Instructional tradecraft: The FCR is lawful evidence or it is nothing. Every line in it must survive scrutiny by counsel and, where escalated, by law enforcement.

  • Lawful observation only: FCR content is limited to what the observer saw, heard, or received from a place they were lawfully entitled to be. No pretext contact with any subject, no following a subject beyond the observer’s assigned post or movement duties, no intrusion into private spaces, no interception of communications.
  • Photography and recording: permitted only as lawful in the jurisdiction of observation; consult the area-of-operations legal annex for local photography, recording, and data-protection constraints before relying on imagery. Where local law restricts capture, the descriptor blocks carry the observation instead.
  • Privacy constraints: subject descriptors are personal data. Handle per the engagement data-protection regime and CLASSIFICATION.md; distribution is restricted to the Section 6 routing chain and named recipients; no onward dissemination without Detail Leader approval.
  • Duty to warn: where FCR content implicates a duty to warn an identifiable potential victim or a mandatory-reporting duty, the obligation is actioned per counsel and jurisdiction as defined in cc02-standards/DOCTRINE.md, independently of report routing.
  • LE handoff: where a disposition leads to law-enforcement referral, the original FCR, its grades, imagery references, and chain-of-custody pointers form part of the handoff package; originals are preserved unaltered.
  • Retention: all FCRs, including CLB dispositions, are retained for the life of the engagement plus [RETENTION PERIOD PER CLASSIFICATION.md]; closed-benign reports hold correlation value and are never purged early.

9. Quality Standard

  • Ten-minute rule: a complete FCR (mandatory Blocks 1, 2, 5, 6 plus descriptors as observed) is completable in under 10 minutes from a phone in the field. Any format change that breaks the ten-minute rule is rejected.
  • Cold-start test: an analyst with no prior knowledge of the incident can grade, match, and dispose the FCR from the report and its referenced artifacts alone, without calling the observer. A call-back for basics is a format defect, not an operator defect.
  • Fact and inference separated: every narrative distinguishes observation from inference; a report that blends them is returned for one correction pass, then filed as-is with the defect noted.
  • No pre-filtering: operators file on instinct per Section 2; grading and adjudication belong to the analyst.
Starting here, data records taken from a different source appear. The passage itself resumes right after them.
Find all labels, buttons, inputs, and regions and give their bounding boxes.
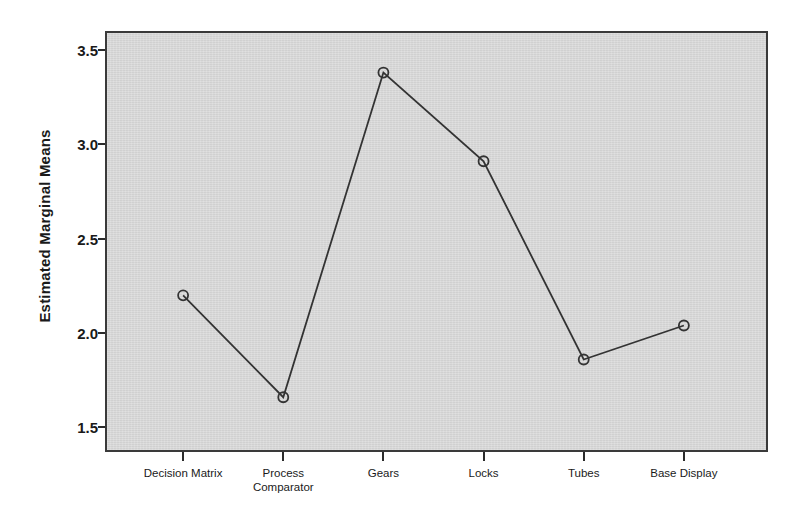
x-axis-tick-mark [382,452,384,461]
y-axis-tick-mark [98,238,105,240]
series-polyline [183,73,684,398]
data-series-line [107,33,766,450]
x-axis-tick-mark [282,452,284,461]
y-axis-tick-mark [98,426,105,428]
y-axis-tick-group: 1.52.02.53.03.5 [28,0,98,512]
x-axis-tick-mark [483,452,485,461]
x-axis-tick-mark [182,452,184,461]
y-axis-tick-mark [98,49,105,51]
y-axis-tick-label: 2.5 [38,230,98,247]
x-axis-tick-mark [583,452,585,461]
x-axis-tick-mark [683,452,685,461]
y-axis-tick-mark [98,332,105,334]
y-axis-tick-label: 1.5 [38,419,98,436]
y-axis-tick-label: 2.0 [38,325,98,342]
y-axis-tick-label: 3.0 [38,136,98,153]
plot-area [105,31,768,452]
x-axis-tick-label: Base Display [609,466,759,480]
y-axis-tick-label: 3.5 [38,41,98,58]
chart-figure: Estimated Marginal Means 1.52.02.53.03.5… [0,0,801,512]
y-axis-tick-mark [98,143,105,145]
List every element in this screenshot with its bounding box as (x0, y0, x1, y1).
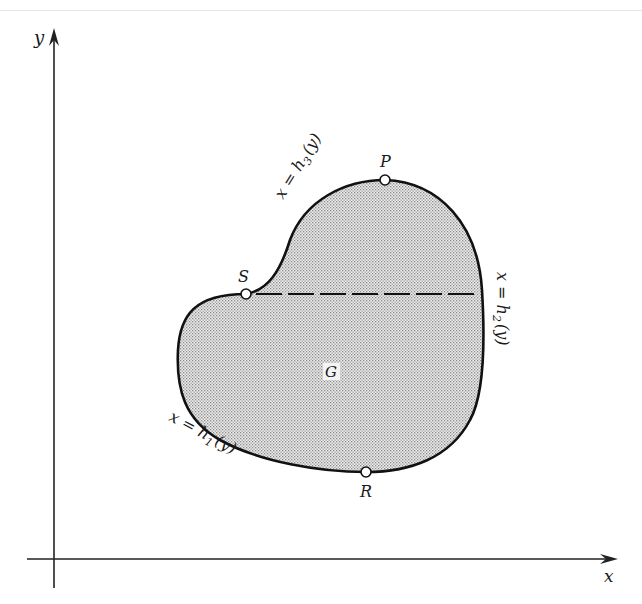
curve-label-h2-suffix: (y) (493, 324, 512, 346)
region-diagram: y x P S R G x = h3(y) x = h2(y) x = h1(y… (0, 0, 642, 604)
svg-text:x = h3(y): x = h3(y) (270, 130, 328, 204)
point-r (361, 467, 371, 477)
curve-label-h2: x = h2(y) (490, 272, 512, 345)
y-axis (49, 28, 59, 588)
curve-label-h2-sub: 2 (490, 314, 503, 322)
point-p (380, 175, 390, 185)
svg-text:x = h2(y): x = h2(y) (490, 272, 512, 345)
x-axis (27, 554, 618, 564)
region-label: G (325, 363, 337, 381)
x-axis-label: x (604, 566, 614, 586)
point-r-label: R (359, 482, 372, 501)
curve-label-h3: x = h3(y) (270, 130, 328, 204)
point-p-label: P (379, 152, 391, 171)
point-s (241, 289, 251, 299)
point-s-label: S (238, 267, 249, 286)
region-g (178, 180, 484, 472)
curve-label-h2-prefix: x = h (493, 272, 512, 315)
curve-label-h3-suffix: (y) (298, 130, 326, 158)
y-axis-label: y (33, 27, 45, 48)
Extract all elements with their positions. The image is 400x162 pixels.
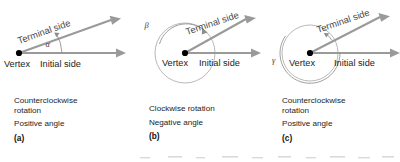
initial-side-ray xyxy=(19,49,126,58)
terminal-side-label: Terminal side xyxy=(184,9,240,37)
panel-b-caption: Clockwise rotation Negative angle (b) xyxy=(149,104,283,142)
panel-b-diagram: β Vertex Initial side Terminal side xyxy=(133,0,267,88)
vertex-dot xyxy=(16,50,22,56)
panel-a: α Vertex Initial side Terminal side Coun… xyxy=(0,0,134,162)
caption-line: Positive angle xyxy=(14,119,148,129)
vertex-label: Vertex xyxy=(162,58,188,68)
panel-c-caption: Counterclockwise rotation Positive angle… xyxy=(282,96,400,144)
initial-side-label: Initial side xyxy=(40,59,81,69)
caption-line: Negative angle xyxy=(149,118,283,128)
initial-side-label: Initial side xyxy=(199,58,240,68)
caption-line: Counterclockwise xyxy=(14,96,148,106)
panel-c-diagram: γ Vertex Initial side Terminal side xyxy=(266,0,400,88)
terminal-side-label: Terminal side xyxy=(16,17,72,46)
vertex-dot xyxy=(182,50,188,56)
caption-line: rotation xyxy=(14,106,148,116)
initial-side-ray xyxy=(310,49,400,58)
terminal-side-label: Terminal side xyxy=(315,7,371,35)
caption-line: Positive angle xyxy=(282,119,400,129)
panel-label: (a) xyxy=(14,133,148,144)
panel-c: γ Vertex Initial side Terminal side Coun… xyxy=(266,0,400,162)
panel-a-caption: Counterclockwise rotation Positive angle… xyxy=(14,96,148,144)
vertex-dot xyxy=(307,50,313,56)
panel-label: (b) xyxy=(149,131,283,142)
angle-symbol-gamma: γ xyxy=(272,56,276,65)
angle-symbol-beta: β xyxy=(144,21,150,30)
caption-line: rotation xyxy=(282,106,400,116)
initial-side-label: Initial side xyxy=(334,58,375,68)
panel-a-diagram: α Vertex Initial side Terminal side xyxy=(0,0,134,88)
vertex-label: Vertex xyxy=(4,59,30,69)
angle-arc-alpha xyxy=(54,33,62,53)
caption-line: Counterclockwise xyxy=(282,96,400,106)
vertex-label: Vertex xyxy=(289,58,315,68)
page-edge-artifact xyxy=(0,155,400,161)
angle-symbol-alpha: α xyxy=(46,40,51,49)
angle-rotation-figure: α Vertex Initial side Terminal side Coun… xyxy=(0,0,400,162)
panel-b: β Vertex Initial side Terminal side Cloc… xyxy=(133,0,267,162)
panel-label: (c) xyxy=(282,133,400,144)
caption-line: Clockwise rotation xyxy=(149,104,283,114)
initial-side-ray xyxy=(185,49,261,58)
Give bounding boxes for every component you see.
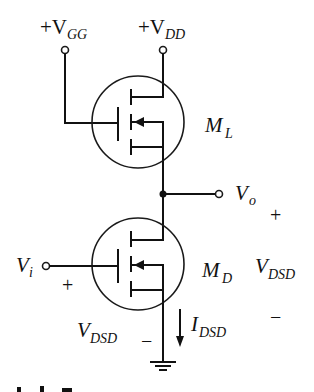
md-main: M (201, 258, 221, 282)
vdd-sub: DD (164, 27, 185, 42)
source-body-wire (133, 265, 163, 290)
terminal-circle-icon (62, 47, 69, 54)
circuit-diagram: +V GG +V DD M L V o + V DSD − (0, 0, 314, 392)
terminal-circle-icon (43, 263, 50, 270)
vgg-sub: GG (67, 27, 87, 42)
vdsd-left-minus: − (141, 330, 152, 352)
vo-main: V (235, 181, 250, 205)
ml-sub: L (224, 126, 233, 141)
vdsd-right-minus: − (270, 306, 281, 328)
arrow-icon (134, 260, 144, 270)
vdd-prefix: +V (138, 15, 165, 39)
ground-icon (151, 362, 175, 370)
idsd-sub: DSD (198, 325, 226, 340)
vgg-prefix: +V (40, 15, 67, 39)
vdsd-right-plus: + (270, 204, 281, 226)
vdd-terminal: +V DD (138, 15, 185, 54)
arrow-icon (134, 117, 144, 127)
ml-main: M (204, 113, 224, 137)
vdsd-left-plus: + (62, 274, 73, 296)
vdsd-left-sub: DSD (89, 331, 117, 346)
vi-sub: i (29, 265, 33, 280)
terminal-circle-icon (160, 47, 167, 54)
vgg-terminal: +V GG (40, 15, 87, 54)
current-arrow-icon (176, 310, 184, 347)
vo-sub: o (249, 193, 256, 208)
terminal-circle-icon (216, 191, 223, 198)
vdsd-right-sub: DSD (267, 267, 295, 282)
vgg-gate-wire (65, 54, 118, 123)
source-body-wire (133, 122, 163, 147)
idsd-main: I (190, 312, 199, 336)
md-sub: D (221, 271, 232, 286)
cropped-caption-fragment (17, 386, 72, 392)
Report quality is judged on clarity, timeliness, and descriptor discipline, never on outcome.
  • Correlation-key discipline: subject and vehicle descriptors follow the same descriptor conventions as the EP-008 sighting log so FCRs and SD sightings cross-match in analysis.

Annex A: Grading Matrices

NATO Admiralty source reliability (A-F): A Completely reliable · B Usually reliable · C Fairly reliable · D Not usually reliable · E Unreliable · F Reliability cannot be judged.

NATO Admiralty information credibility (1-6): 1 Confirmed by other sources · 2 Probably true · 3 Possibly true · 4 Doubtful · 5 Improbable · 6 Truth cannot be judged.

END OF REPORT

Model wiring

Generated from cell frontmatter at publish time.